Bombs hardening Serb attitudes

NATO strikes in Belgrade pump up nationalist rage. A negotiated end to

Sasa, a young professional, returned here from London last week to fight against NATO. His best friend, Nemanje Vucinic, a dentist, says he will join the army "the very first moment an American steps on our territory."

The two once were liberal-minded opponents of Slobodan Milosevic's regime. Now they are anti-American, anti-Albanian and ready to die to keep Kosovo part of Serbia and to protect their country from Western aggressors.

"Milosevic is not important anymore," says Mr. Vucinic. "This is about defending our country."

The residents of Belgrade have been swept into an unprecedented rage following nearly two weeks of relentless pummeling by NATO. Nationalism, here, has been pumped to new heights, and support for Milosevic has become more unified. It is the opposite of what NATO planners had hoped for, and it makes the possibility of a Serbian surrender unlikely.

"This is definitely a horrible mistake by America," says a pro-Western Serbian intellectual. "Whatever NATO does, the Serbs will never accept an agreement with them. I'm not saying it's smart, but that's our mentality."

Over the weekend, NATO bombs struck downtown Belgrade for the first time, leaving a police building and a military headquarters in flames. They lit up a main boulevard like massive torches, and could be seen from miles away.

Yesterday, NATO strikes intensified, reportedly hitting a police academy, a heating plant, a fuel depot, and a factory north of Kosovo. Witnesses report two of three bridges in the major city of Novi Sad were destroyed. The loss not only debilitates the Serbian forces' resupply routes, but shuts off access across the Danube River north to Hungary.

The bombs appear to have hit their targets with pinpoint accuracy. Still, Yugoslav officials reported three deaths and 16 injured in the latest airstrikes.

The problems caused by the airstrikes - and Milosevic's refusal to back down - are fanning across the Balkans, a region that is already tense with ethnic animosity.

The ethnic Albanians of Kosovo, fleeing the region by the tens of thousands amid reports of ethnic cleansing and mass executions, are rapidly exhausting the resources of neighboring countries. Macedonia, a tiny and unstable country bordering Kosovo, announced Saturday it could accept no more refugees.

MONTENEGRO, the small republic that along with Serbia that makes up Yugoslavia, also has been hit by waves of Albanian refugees. The US-backed government of President Milo Djukanovic is bracing for a possible coup by Milosevic-backed hardliners. The commander of the 2nd Yugoslav Army, based in Montenegro, was recently replaced by a Milosevic loyalist.

"Mr. Milosevic and his followers are bringing about the disintegration of this country," Djukanovic said in a television interview this weekend.

In Belgrade, daily demonstrations - at first music concerts and peace protests - are becoming nationalist rallies.

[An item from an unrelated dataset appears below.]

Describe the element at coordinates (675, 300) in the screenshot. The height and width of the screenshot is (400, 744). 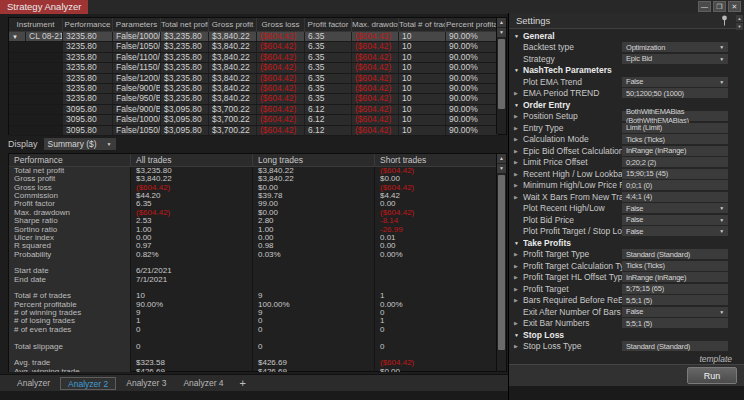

Anti-Western slogans are becoming harsher, and Serbs are increasingly waving the flags of Russia and Greece - two Christian Orthodox countries that have been sympathetic to Yugoslavia.

Western buildings, such as the American Cultural Center, also on the main boulevard, have become shrines of hatred. They are covered with Nazi swastikas and violent curses.

Vojislav Seselj, the ultranationalist Serbian vice-premier, was recently seen walking through the center of town with his four sons - in an usual display of public defiance. Others on the street crowded around him approvingly as he walked on with a stern look on his face.

Serbian forces are on the street en masse, and continue to intimidate the press. Police on Saturday - with pistols drawn - jumped the car of two foreign journalists for no apparent reason. Other foreign journalists have been expelled or denied access to damage sites.

Many residents of Belgrade, such as Sasa and Mr. Vucinic, the two best friends, say they are sinking into a world in which no one feels safe. More than blind hatred for the US, they feel betrayed, that the US they once looked to for help in delivering a democracy to Serbia is dropping bombs on them.

"I used to want to go to the States to live," says Vucinic. "Now I will never go - not even to visit."